‘Dynamo’ advances objectives for Asian studies center

The 12-hour plane ride across the Pacific doesn’t bother Marsha Haufler anymore. In fact, she has traveled to Asia so many times that she’s lost count.

With extensive knowledge of East Asian culture and her push to ensure that Kansas University students get the best education available, the interim director of KU’s Center for East Asian Studies is helping the university get more acquainted with partners on the other side of the world.

“Her main asset is her energy. She’s really a dynamo,” CEAS outreach coordinator Randi Hacker said of Haufler.

Since 1996, Haufler has worked as a professor of art history, teaching more than 15 different courses during her time at KU. Now she is director for the Center for East Asian Studies, a title that she has held twice before, from 1998 to 2000 and from 2005 to 2006.

Haufler boasted that learning an Asian language helps students prepare for their entrance into the work force.

“Government agencies, NGOs and educational institutions need individuals who know Asian languages, culture and history,” Haufler said. “Many exciting careers are open to people well-grounded in Chinese, Korean or Japanese.”

She would know, considering she has defined an impressive career from her interest in Asian culture. She is fluent in Chinese and holds reading proficiency in Japanese. She’s also studied Korean and Tibetan to gain familiarity with the languages.

“Marsha was most instrumental in getting more faculty to teach language courses,” Hacker said. “She was really instrumental in opening up the Chinese language courses.”

Within in the past couple of years, enrollment figures have grown in Asian languages, thanks to Haufler’s hard work. During her time at KU, Haufler and the CEAS have pushed KU to get more instructors to teach language courses.

“I think last year they had record numbers,” Hacker said. “The interest in the Chinese language has picked up.”

Last spring 78 students enrolled in Chinese classes, which could have only been taken with a fall prerequisite course.

To boost numbers of faculty, the CEAS works in conjunction with the College of Liberal Arts and Sciences and the Department of East Asian Languages and Cultures. Usually the number of new instructors that KU can hire comes from fundraising efforts, so Haufler and her team at the CEAS look for other ways to help KU pay instructors. Recently, funds raised have helped hire a new instructor in Chinese as well as additional lecturers and graduate teaching assistants in the Department of East Asian Languages. The CEAS also gives scholarships and academic advising to those studying East Asian language and culture. Throughout the school year, they hold activities promoting Asian culture, like film series, lectures and festivals.

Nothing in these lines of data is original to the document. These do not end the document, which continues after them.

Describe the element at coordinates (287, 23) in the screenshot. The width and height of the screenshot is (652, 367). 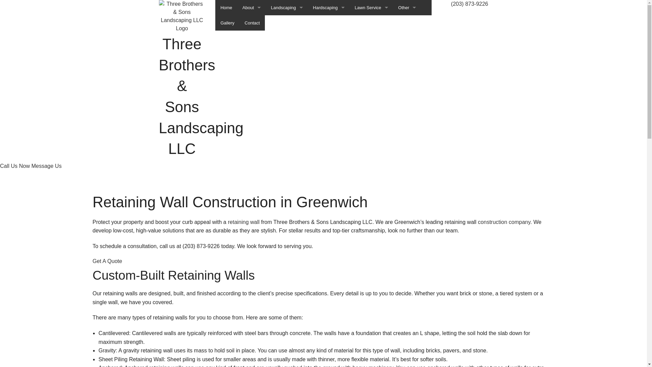
I see `Gardening Services` at that location.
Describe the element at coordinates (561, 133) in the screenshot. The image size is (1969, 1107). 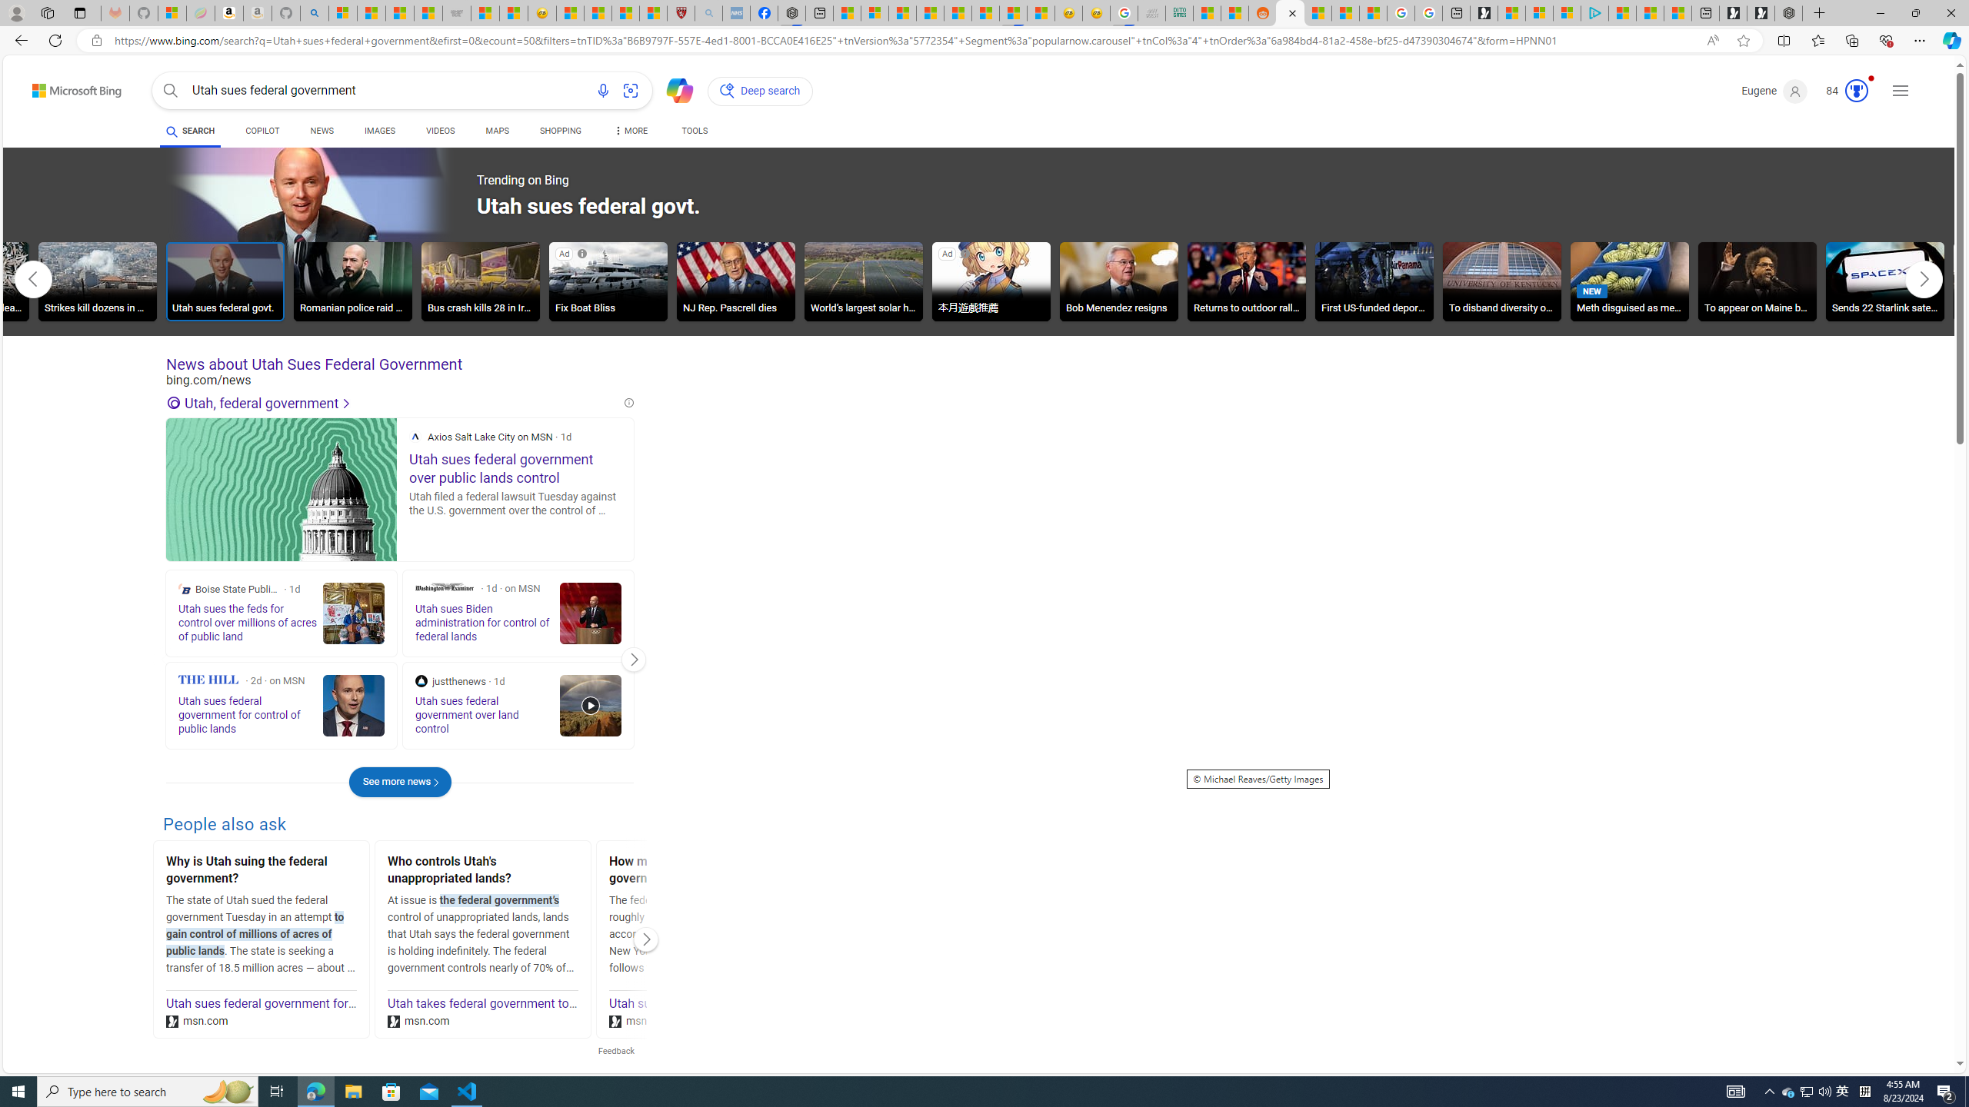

Jennifer Hurst, Lawrence junior, enrolled in Chinese because she hopes to teach English in China. She said keeping up with studying can be tedious sometimes, but it’s worth it to her.

“You’ve got to love (the language),” Hurst said. “If you love it, it’s awesome.”

Haufler and the CEAS also helped get KU to offer Korean language courses for the summer semester.

“These courses are an excellent way for incoming and continuing students to get a head start on the study of an Asian language,” Haufler said.

Since first going to Japan in 1969 to do research on folk art for a master’s in Japanese folklore, she lived in Taiwan twice to study Chinese and has been back to East Asia at least once a year since the 1980s to study and teach. For the past eight years, she has gone to Korea for two weeks in the fall to study Korean art.

“This has allowed me to add Korean art history courses to the art history curriculum,” Haufler said.

After gaining her doctoral thesis on Chinese art history when she lived in Taiwan during the 1970s, she worked as a tour escort in China during the summers in the mid-1980s.

“This allowed me to travel all over the country,” Haufler said.

Along with her extensive travel, Haufler has won handfuls of awards, a recent one being the Provost’s Award for leadership in international education. She has found numerous ways to spread the love and knowledge of cultures that she loves to KU students.

“Throw the idea that it’s hard out of the window,” Hacker said. “The difficulty comes more because of the reading and writing. It isn’t as hard as you think.”